You will want a single-supply op-amp that can work close to the power supply rails. eg: TI TLV2772. Use one amplifier to make a virtual ground at 2.5V, then build an inverting amplifier out of the other to yield the gain you need.

There is another thread with some useful discussion: http://www.arduino.cc/cgi-bin/yabb2/YaBB.pl?num=1271455250

That's what I was thinking, getting the right voltages for the virtual ground looked to be the interesting part. Thanks for the recommendation for the Op Amp, mouser was what like 11,000? I get lost trying to choose one that will work.

getting the right voltages for the virtual ground looked to be the interesting part.

No that's simple. Just have two 1K resistors in series going to +5 and ground. The junction is the 2.5V virtual ground. Just put a capacitor across the lower one 0.1uF to 4u7 to make it a low impedance and the job is a good one.

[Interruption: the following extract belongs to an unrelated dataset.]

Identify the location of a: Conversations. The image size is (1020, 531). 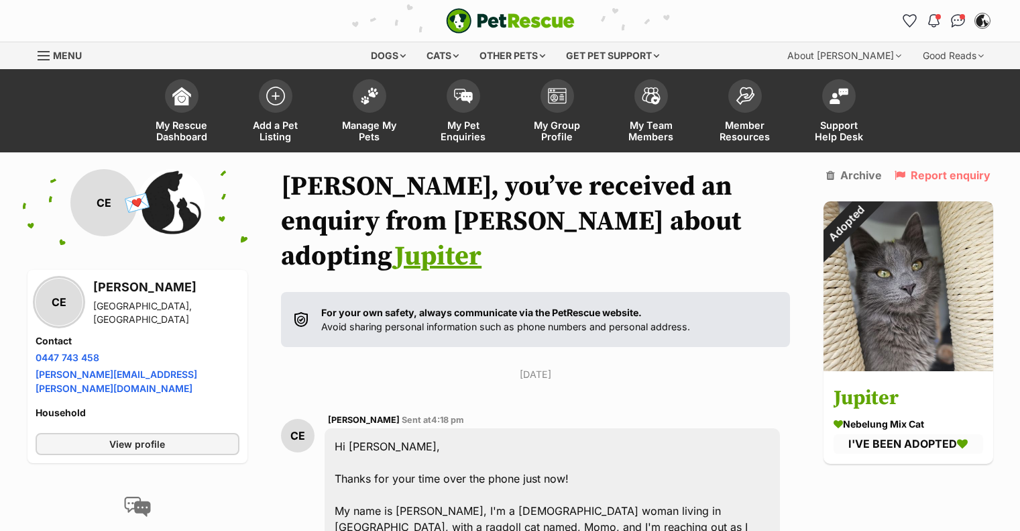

However note that you can't always amplify the signals from these current sensors successfully because when a signal is low it is the same sort of size as the noise and the noise gets amplified as much as the wanted signal. Look at signal to noise ratio.

I think I would use a trimmer rather than fixed resistors to establish the virtual ground level. This gives you some adjustability which you might need if the fixed resistors are not exactly the same value.

If you use the voltage divider and feed that into the non-inverting input of a unity gain voltage follower, the output is your virtual ground and is of quite low impedance. It will source or sink 30 ma or more.

Have a look here for ideas: http://www.swarthmore.edu/NatSci/echeeve1/Ref/SingleSupply/SingleSupply.html

I think I'm going to try to do some oversampling as well like listed in that Atmel article to hopefully try and limit some of the noise, but here are the specs from Honeywell:

The CSLA2CD is the smallest of this series. Since it is purely AC, I should be able to put the capacitor in series to increase accuracy as well.

So is this close to what I need?

Ignore part numbers and assume that pot on the left is the sensor.

Also it's snowing in Seattle >:(


The way I read this is that if the current being monitored is AC, the sensor output is also AC. If this is the case, it will make your measurement circuitry a bit more complicated.

Theoretically you can rectify the signal, but since it is small, the forward voltage drop of a diode will come into play. A better approach would be a peak detector and sample/hold circuit.

Yes, I think you're right, perhaps I need to step back and do some testing with a signal generator and an oscope to get a better picture of what I'm trying to read... which I don't have access to until probably Wednesday.

edit:

Good information...

http://www.scienceshareware.com/how-to-measure-AC-DC-current-with-a-hall-effect-clamp-.htm
Hmm if you double the wire through you get gain that way, very good to know, I may be able to skip the amplification by just doing that!

http://openenergymonitor.org/emon/node/59
Well this guy did something similar and also used an AC-AC adapter to get the voltage. With the voltage you can take a ton of samples (it's only 60Hz...) and multiply instantaneous current with instantaneous voltage to get an instantaneous power and do some math to integrate and estimate a fairly accurate average power. I think I'm going to attempt something similar. He has his sketches posted as well. Those current loops should work fine and I think I can get away without an amplifier if I just route the wire around a few times, a solid 12 ga copper wire has no problems wrapping around 5-6 times if you are careful with your bends.